As a fiction writer, I wonder: what could be known that the person, or character (Mrs. Nixon), wouldn’t necessarily understand? Revealing these things is not a betrayal but rather the writer’s admission of life’s complexity, in which the central figure is sometimes the least informed, the most vulnerable. When Gatsby refutes Nick Carraway by insisting that the past can be recaptured, it is a sincere belief but untrue. (Nick, on Daisy Buchanan: “‘I wouldn’t ask too much of her,’ I
ventured. ‘You can’t repeat the past.’ ‘Can’t repeat the past?’ he cried incredulously. ‘Why of course you can!’”) We have to see through, and around, the character to see that things do not add up, or that we understand differently than the character does.
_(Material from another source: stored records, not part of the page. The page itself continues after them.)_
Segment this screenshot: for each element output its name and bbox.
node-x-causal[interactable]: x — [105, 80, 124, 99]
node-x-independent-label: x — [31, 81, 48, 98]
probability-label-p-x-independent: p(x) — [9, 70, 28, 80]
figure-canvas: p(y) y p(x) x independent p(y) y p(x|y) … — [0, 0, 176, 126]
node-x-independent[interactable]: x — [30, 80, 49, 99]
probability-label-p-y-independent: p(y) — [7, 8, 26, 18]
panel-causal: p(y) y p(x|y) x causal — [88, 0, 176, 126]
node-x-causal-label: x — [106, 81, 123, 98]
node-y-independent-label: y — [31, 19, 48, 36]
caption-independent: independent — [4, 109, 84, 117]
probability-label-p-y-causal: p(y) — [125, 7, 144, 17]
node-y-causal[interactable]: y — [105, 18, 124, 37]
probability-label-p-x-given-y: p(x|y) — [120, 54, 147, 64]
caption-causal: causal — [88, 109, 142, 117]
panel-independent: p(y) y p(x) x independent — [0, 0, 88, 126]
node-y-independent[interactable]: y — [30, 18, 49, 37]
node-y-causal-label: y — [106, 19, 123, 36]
If Mrs. Nixon had the ability to look at “Mrs. Nixon,” what might she have seen? (She did, after all, have photographs of herself to study, as well as watching herself on TV being interviewed, et cetera.) She probably would not have wanted to dwell on herself. Some things might have pleased her, such as her neat appearance. What she said might have sounded fine, because she was judicious in her speech. So given her televised faux pas, and her awareness of having been out of control in front of a huge audience, how aware might she have been that in literature characters can play out their lack of awareness for hundreds of pages? Would she avoid speech knowing that words could have connotations beyond her control, that self-revelation defies our intentions? Disguise can be exhausting and futile. In early life as well as later on, when she looked tired, no makeup could disguise her fatigue. When Clare Boothe Luce was served breakfast by Mrs. Nixon after her stroke, she made the remark that she could see no signs of the stroke, and Mrs. Nixon replied, “Yes, but I have had a stroke. You don’t know the struggle I had getting back the use of this hand.”
Given her distrust of words, Mrs. Nixon might have had some glimmer of the fiction writer in her outlook, for many of that breed are the first to doubt the reliability of their means. About Watergate, she said: “He’ll never get any credit for anything he says on the subject anyway. I wanted him to just state frankly that he didn’t know, that no one knows, the full story of Watergate.” Because she realized the danger of words, she’d wanted her husband to destroy the tapes and had given him that advice early on. But she wasn’t much listened to: she put up effective blockades with the press, and her reactions were so habitual that her family seems not to have seriously engaged with her, knowing in advance what her position would be and not having the inclination to do anything but accept it. Later, she was able to retreat behind a guard station and fence at La Casa Pacifica (though it was hardly that) and spend much of her time in silence.